Maternal, Infant Nutrition: Stakeholders Want Media Practitioners To Champion Campaign

Nutrition stakeholders in Kaduna State have strongly appealed to Nigerian media practitioners to champion the course of maternal and infant nutrition issues in order to reduce stunted and acute malnourished population.
The stakeholders who include Alive and Thrive (A&T) NAFDAC, Civil Society Scaling-up Nutrition in Nigeria (CS-SUNN), UNICEF, World Bank Accelerating Nutrition Results in Nigeria (ANRiN) project and Kaduna State Primary Health Care Board (SPHCB) at a Media roundtable with media practitioners in Kaduna harped on the need for aggressive promotion of salient issue on Maternal Infant Young Child Nutrition, (MIYCN) in the state.
To these partners, Kaduna as an agrarian state is not supposed to have high cases of stunting and acute malnutrition because the needed nutrients, vitamins and proteins for healthy growth can be sourced locally, hence the need for media to educate households on the importance of healthy eating.
Already, the state government with support from partners especially UNICEF recently spent about N1.1 Billion on treatment and management of acute malnutrition which is not sustainable.
For example, the State’ Nutrition Officer, Mrs. Ramatu Haruna said recently that the state treated a total of 17,063 malnourished children out of the 28,524 admitted in various Community Management of Acute Malnutrition (CMAM) centres across the state in 2021.
Zonal Coordinator of A&T, Sarah Kwasu, said, “we need to talk more on preventive measures rather than curative measure which is not sustainable”.
Sarah hinted the meeting that her organization was scaling up MIYCN in Kaduna, Bauchi, Kano, Sokoto, Borno, Yobe and Lagos states from 2021 to 2026.
To ensure success within the period, Sarah further said that A&T has been working with state governments, strengthening local capacities as well as supporting efforts for improvement at national level.
She explained that recognising the importance of maternal nutrition for better health and wellbeing outcomes for both mothers and their children, her organisation aimed at improving the delivery of maternal nutrition interventions in the focal states.
Desk Officer, NAFDAC, Kaduna office, Rahila Maishan, lamented low practice of exclusive breastfeeding quickly added that NAFDAC did not permit adverts of infant formulas or breast milk substitutes (BMS) in the country.
Maishanu in a paper titled: “The BMS Code/National Regulation and the Role of Media in Promoting Code Compliance” described breastfeeding as an high impact, low technology, cost effective intervention for child survival and optimal cognitive sustainability.
“In order to promote MIYCN, the Agency empowered by law under the provisions of the NAFDAC Act Cap N1 LFN 2004 birthed a Code to contribute to the provision of safe and adequate nutrition for infants, by the protection and promotion of breastfeeding, to ensure proper use of breast milk substitutes on the basis of adequate information through appropriate marketing and distribution.
On his part, Assistant State Nutrition Officer, SPHCB, Adams Ango, remarked the need to assist the State Government in promoting MIYCN in the state adding that the state has fared well on the issue of malnutrition.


### PROMPT:
The expected output is a copy of every line in the records with the string "element".

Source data

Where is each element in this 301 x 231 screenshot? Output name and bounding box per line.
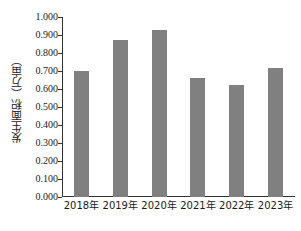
y-axis-tick-label: 0.100 <box>22 174 58 184</box>
y-axis-tick-label: 0.500 <box>22 102 58 112</box>
bar <box>268 68 283 197</box>
y-axis-tick-label: 0.300 <box>22 138 58 148</box>
x-axis-tick-label: 2023年 <box>254 200 298 212</box>
x-axis-tick-label: 2018年 <box>59 200 103 212</box>
y-axis-tick-label: 0.600 <box>22 84 58 94</box>
y-axis-tick-label: 0.200 <box>22 156 58 166</box>
plot-area <box>62 17 295 197</box>
bar <box>113 40 128 198</box>
bar <box>229 85 244 197</box>
bar <box>190 78 205 197</box>
y-axis-tick-label: 0.400 <box>22 120 58 130</box>
bar <box>152 30 167 197</box>
x-axis-tick-label: 2020年 <box>137 200 181 212</box>
y-axis-tick-label: 0.900 <box>22 30 58 40</box>
y-axis-tick-labels: 0.0000.1000.2000.3000.4000.5000.6000.700… <box>22 0 58 231</box>
y-axis-tick-label: 0.800 <box>22 48 58 58</box>
x-axis-tick-label: 2022年 <box>215 200 259 212</box>
x-axis-tick-label: 2019年 <box>98 200 142 212</box>
y-axis-tick-label: 0.000 <box>22 192 58 202</box>
y-axis-title-text: 发生面积（万亩） <box>12 55 23 143</box>
bar <box>74 71 89 197</box>
x-axis-tick-label: 2021年 <box>176 200 220 212</box>
y-axis-tick-mark <box>58 197 62 198</box>
y-axis-tick-label: 0.700 <box>22 66 58 76</box>
x-axis-tick-labels: 2018年2019年2020年2021年2022年2023年 <box>62 200 295 218</box>
y-axis-tick-label: 1.000 <box>22 12 58 22</box>
bar-chart: 发生面积（万亩） 0.0000.1000.2000.3000.4000.5000… <box>0 0 301 231</box>
bars-layer <box>62 17 295 197</box>
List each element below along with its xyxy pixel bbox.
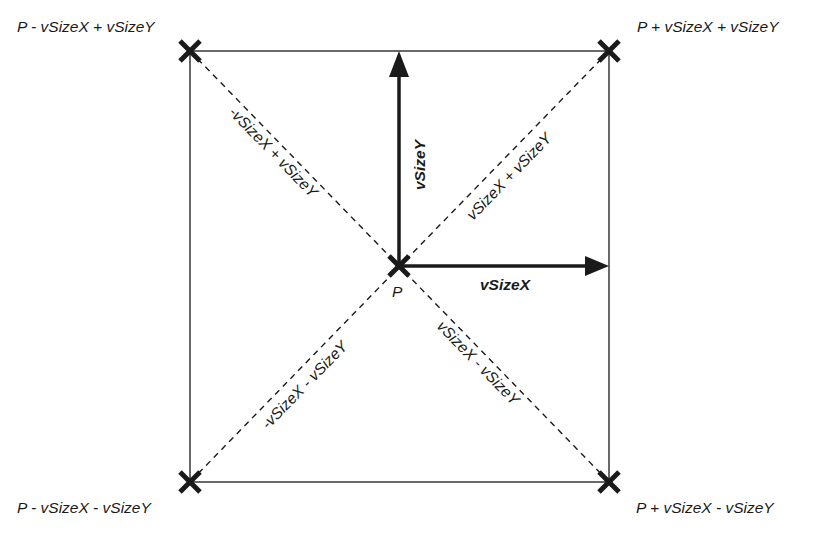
center-point-label: P	[392, 283, 403, 300]
billboard-corner-diagram: P - vSizeX + vSizeY P + vSizeX + vSizeY …	[0, 0, 824, 533]
diagonal-label-upper-right: vSizeX + vSizeY	[463, 128, 556, 223]
diagonal-label-lower-right: vSizeX - vSizeY	[434, 317, 524, 409]
corner-label-bottom-left: P - vSizeX - vSizeY	[17, 499, 152, 516]
diagonal-label-upper-left: -vSizeX + vSizeY	[226, 103, 323, 202]
diagonal-label-lower-left: -vSizeX - vSizeY	[258, 336, 352, 432]
vector-x-arrow	[399, 256, 609, 276]
vector-y-arrow	[389, 51, 409, 266]
corner-label-top-right: P + vSizeX + vSizeY	[637, 18, 780, 35]
corner-label-bottom-right: P + vSizeX - vSizeY	[636, 499, 775, 516]
corner-label-top-left: P - vSizeX + vSizeY	[17, 18, 156, 35]
vector-x-label: vSizeX	[480, 276, 532, 293]
vector-y-label: vSizeY	[411, 138, 428, 190]
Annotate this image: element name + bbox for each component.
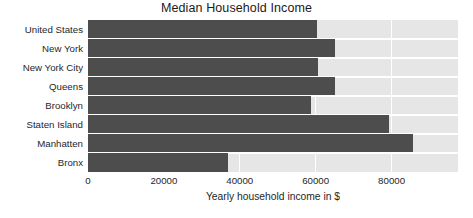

### SOLUTION BELOW:
Where is each element in this 301 x 231 screenshot? Output name and bounding box per line.
List each element below along with its xyxy pixel bbox.
Annotate this image: element name + bbox for each component.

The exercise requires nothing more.